Paragraph 3.—Of the longevity of the American and other
races of men.
I t has been supposed by some that the native Americans
are of-shorter life than the races of men inhabiting Europe.
Dr. Rush informs us, that the Indians of North America
have at an earlier period than Europeans the marks of old
age, and that longevity is more rare among them than among
white people.
I t may be suspected that the fact asserted by Dr. Rush
ought to be attributed to accidental circumstances and to the
peculiar state of the tribes from whom his information was
obtained. The native Americans appear, from the* accounts;
given by many well-informed writers, to be rather remarkable
for longevity.
Don Felix de Azara seems to have formed this opinion of
the natives of South America. In describing the Charruas of
Paraguay, he says that they never lose their hair, which only
becomes grey by half in persons aged about eighty years.
The Mexicans, says Clavigero, become grey-headed and
bald earlier than the Spaniards; and although mostt of them
die of acute diseases, it is not very uncommon among them to
attain to the age of a hundred years.*
“ Among those Americans,” says the same writer, “ whose
great fatigues and excessive toil do not anticipate their death,
there are not a few who reach to the age of eighty,, ninety,
and a hundred years; and, what is more, without there being
observed in them that decay which time commonly produces
in the hair, in the teeth, in the skin, and in the muscles of the
human body.” *f*
We have a similar observation from M. de Humboldt respecting
the native Americans.
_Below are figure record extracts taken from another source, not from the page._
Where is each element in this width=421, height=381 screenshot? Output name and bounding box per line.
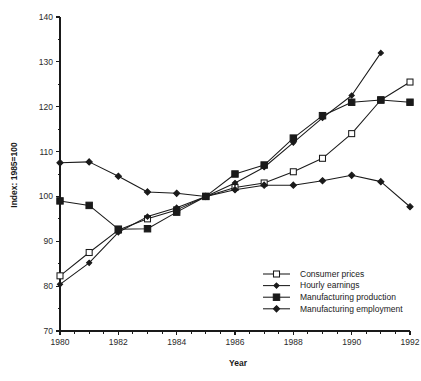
- data-point: [319, 178, 325, 184]
- y-tick-label: 120: [39, 102, 53, 112]
- y-tick-label: 90: [44, 236, 54, 246]
- x-tick-label: 1990: [342, 337, 361, 347]
- legend-marker: [274, 271, 280, 277]
- data-point: [319, 112, 325, 118]
- data-point: [86, 159, 92, 165]
- series-line: [60, 82, 410, 276]
- legend-label: Hourly earnings: [300, 280, 360, 290]
- data-point: [115, 173, 121, 179]
- y-tick-label: 70: [44, 326, 54, 336]
- y-axis-title: Index: 1985=100: [9, 142, 19, 208]
- data-point: [290, 169, 296, 175]
- legend-marker: [273, 306, 279, 312]
- data-point: [144, 189, 150, 195]
- data-point: [86, 202, 92, 208]
- data-point: [349, 131, 355, 137]
- data-point: [407, 79, 413, 85]
- series-line: [60, 100, 410, 229]
- data-point: [86, 250, 92, 256]
- data-point: [261, 162, 267, 168]
- x-axis-ticks: [60, 331, 410, 335]
- x-axis-tick-labels: 1980198219841986198819901992: [51, 337, 420, 347]
- data-point: [290, 135, 296, 141]
- legend-marker: [274, 283, 279, 288]
- x-axis-title: Year: [229, 358, 248, 368]
- data-point: [57, 273, 63, 279]
- legend-label: Consumer prices: [300, 269, 364, 279]
- chart-legend: Consumer pricesHourly earningsManufactur…: [263, 269, 403, 314]
- y-tick-label: 80: [44, 281, 54, 291]
- legend-label: Manufacturing production: [300, 292, 396, 302]
- y-tick-label: 140: [39, 12, 53, 22]
- legend-item-consumer-prices[interactable]: Consumer prices: [263, 269, 364, 279]
- series-line: [60, 53, 381, 284]
- data-point: [232, 171, 238, 177]
- legend-label: Manufacturing employment: [300, 304, 403, 314]
- x-tick-label: 1984: [167, 337, 186, 347]
- data-point: [115, 226, 121, 232]
- x-tick-label: 1988: [284, 337, 303, 347]
- data-point: [144, 226, 150, 232]
- legend-item-hourly-earnings[interactable]: Hourly earnings: [263, 280, 360, 290]
- data-point: [57, 198, 63, 204]
- x-tick-label: 1982: [109, 337, 128, 347]
- data-point: [378, 97, 384, 103]
- legend-item-manufacturing-production[interactable]: Manufacturing production: [263, 292, 396, 302]
- data-point: [290, 182, 296, 188]
- legend-marker: [273, 294, 279, 300]
- data-point: [174, 190, 180, 196]
- y-tick-label: 100: [39, 191, 53, 201]
- data-point: [349, 172, 355, 178]
- data-point: [407, 99, 413, 105]
- series-hourly-earnings: [57, 50, 383, 287]
- data-point: [173, 209, 179, 215]
- y-tick-label: 110: [39, 147, 53, 157]
- line-chart: 708090100110120130140 198019821984198619…: [0, 0, 421, 381]
- chart-container: 708090100110120130140 198019821984198619…: [0, 0, 421, 381]
- series-consumer-prices: [57, 79, 413, 279]
- legend-item-manufacturing-employment[interactable]: Manufacturing employment: [263, 304, 403, 314]
- y-axis-tick-labels: 708090100110120130140: [39, 12, 53, 336]
- x-tick-label: 1992: [401, 337, 420, 347]
- series-manufacturing-production: [57, 97, 413, 233]
- data-series-layer: [57, 50, 413, 287]
- data-point: [348, 99, 354, 105]
- x-tick-label: 1986: [226, 337, 245, 347]
- y-tick-label: 130: [39, 57, 53, 67]
- x-tick-label: 1980: [51, 337, 70, 347]
- data-point: [320, 155, 326, 161]
- data-point: [57, 160, 63, 166]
He says, “ It is by no means
uncommon to see at Mexico, in the temperate zone, half way
up the Cordillera, natives, and especially women, reach a
hundred years of age. This old age is generally comfortable
; for the Mexican and Peruvian Indians preserve their
• Mexican History, book i. t Idem, Dissertations.
strength to the last. While I was at Lima, the Indian,
Hiiari© Pari* sdie,d at -the>>.vill&ge. of Chigqata,. four leagues
distant from the town of Arequipa, at the age. of one hundred
and forty-three. He had been united in marriage for ninety
-years* t@,.; an. Indian of ..the namehóf Andrea Alea Zar, who
attained 'the. age of one hundredi|and.i-sevdnteen. This old
Peruvian went, at the :ag£ of, ^ne. hundred and thirty, from
tiling fo, fpur^êagiies, dai|v,; ,p% 4pot. *
Another, rape, of men, vtgry different from the above-mentioned,
and .also from, the generality qfj Europeans*/are?i the
Laplanders. , According to Rheen, who is cited by Sheffeiyf'
the Laplafrdéifiare^aif*^ long1 life.? He says,
*‘,th@ Laplanders, not;bfeingvgub§ecti to any dangerous distempers,;
grow old, and live even to a: great agon'soine live above
a h undred,* years, but most to twen ty ; eighty^or ninety years.
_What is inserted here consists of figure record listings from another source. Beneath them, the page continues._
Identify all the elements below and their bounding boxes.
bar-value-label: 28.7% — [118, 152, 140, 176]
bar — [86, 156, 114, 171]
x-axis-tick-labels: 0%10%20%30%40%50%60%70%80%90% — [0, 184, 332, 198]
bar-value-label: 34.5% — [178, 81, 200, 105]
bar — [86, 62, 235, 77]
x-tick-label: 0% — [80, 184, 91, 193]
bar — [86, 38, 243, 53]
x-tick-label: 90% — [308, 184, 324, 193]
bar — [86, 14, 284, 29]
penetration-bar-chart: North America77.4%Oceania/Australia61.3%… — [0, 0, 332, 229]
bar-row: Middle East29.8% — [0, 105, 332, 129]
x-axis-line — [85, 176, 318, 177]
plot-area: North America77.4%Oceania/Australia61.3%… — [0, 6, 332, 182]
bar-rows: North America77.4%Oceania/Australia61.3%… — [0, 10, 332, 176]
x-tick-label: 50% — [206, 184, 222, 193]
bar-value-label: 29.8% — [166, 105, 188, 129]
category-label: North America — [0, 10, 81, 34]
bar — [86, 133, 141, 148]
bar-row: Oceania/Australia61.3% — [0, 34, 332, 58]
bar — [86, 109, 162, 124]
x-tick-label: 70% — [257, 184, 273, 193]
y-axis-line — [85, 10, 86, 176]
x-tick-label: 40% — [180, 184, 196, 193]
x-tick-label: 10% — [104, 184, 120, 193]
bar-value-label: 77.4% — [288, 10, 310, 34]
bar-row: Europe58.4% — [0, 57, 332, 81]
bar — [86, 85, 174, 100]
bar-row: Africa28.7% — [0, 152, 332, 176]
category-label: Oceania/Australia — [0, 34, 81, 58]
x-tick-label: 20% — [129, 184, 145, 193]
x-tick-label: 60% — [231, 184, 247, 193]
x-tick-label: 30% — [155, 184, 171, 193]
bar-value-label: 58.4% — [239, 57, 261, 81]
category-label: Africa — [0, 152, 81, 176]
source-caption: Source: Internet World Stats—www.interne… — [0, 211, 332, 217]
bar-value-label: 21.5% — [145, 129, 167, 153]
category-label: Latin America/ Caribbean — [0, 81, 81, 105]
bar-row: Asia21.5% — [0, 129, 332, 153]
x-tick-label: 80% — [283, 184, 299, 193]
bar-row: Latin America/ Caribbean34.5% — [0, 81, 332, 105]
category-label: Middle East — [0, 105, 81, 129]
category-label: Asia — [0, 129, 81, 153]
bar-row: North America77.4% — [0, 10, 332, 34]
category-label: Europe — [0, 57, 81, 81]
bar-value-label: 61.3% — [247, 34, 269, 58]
Notwithstanding which,! they I’ose^iiot much of ‘their natural
vigour, feeing' able to traverse'-the* Mghêst. mountains and
thickest woo&spand#iand.ge a ft other‘-affairs as béfore ; neither
g e t they any grey hairs till they are very old.”
We »might be almost inclined* to suspect, from these statements',
that the longevity-of some other races of men, instead
of falling short óf the laverage duration of life, rather exceeds
the term-prevalent in those nations who inhabit most of the
countries @f' Europe. B u tto n the whole, it does not appear
that any; well-marked differences exist between the? several
-races of men, that can furnish a constant character.*
It is interèstinig, in connexion with thié subject, to notice
the very wide interval which separates frota mankind the
tribe, of animals most approximating • to them in physical
structure. Of all the simise and indeed of the -whole brute
creation, the orangs and the troglodyte most nearly resemble
man : this analogy is very striking in the internal organization,
on which the natural functions principally depend. According
to M. Lesson, who has with great accuracy described the
* Political Essay on New Spain. t Sheffer’s History of Lapland.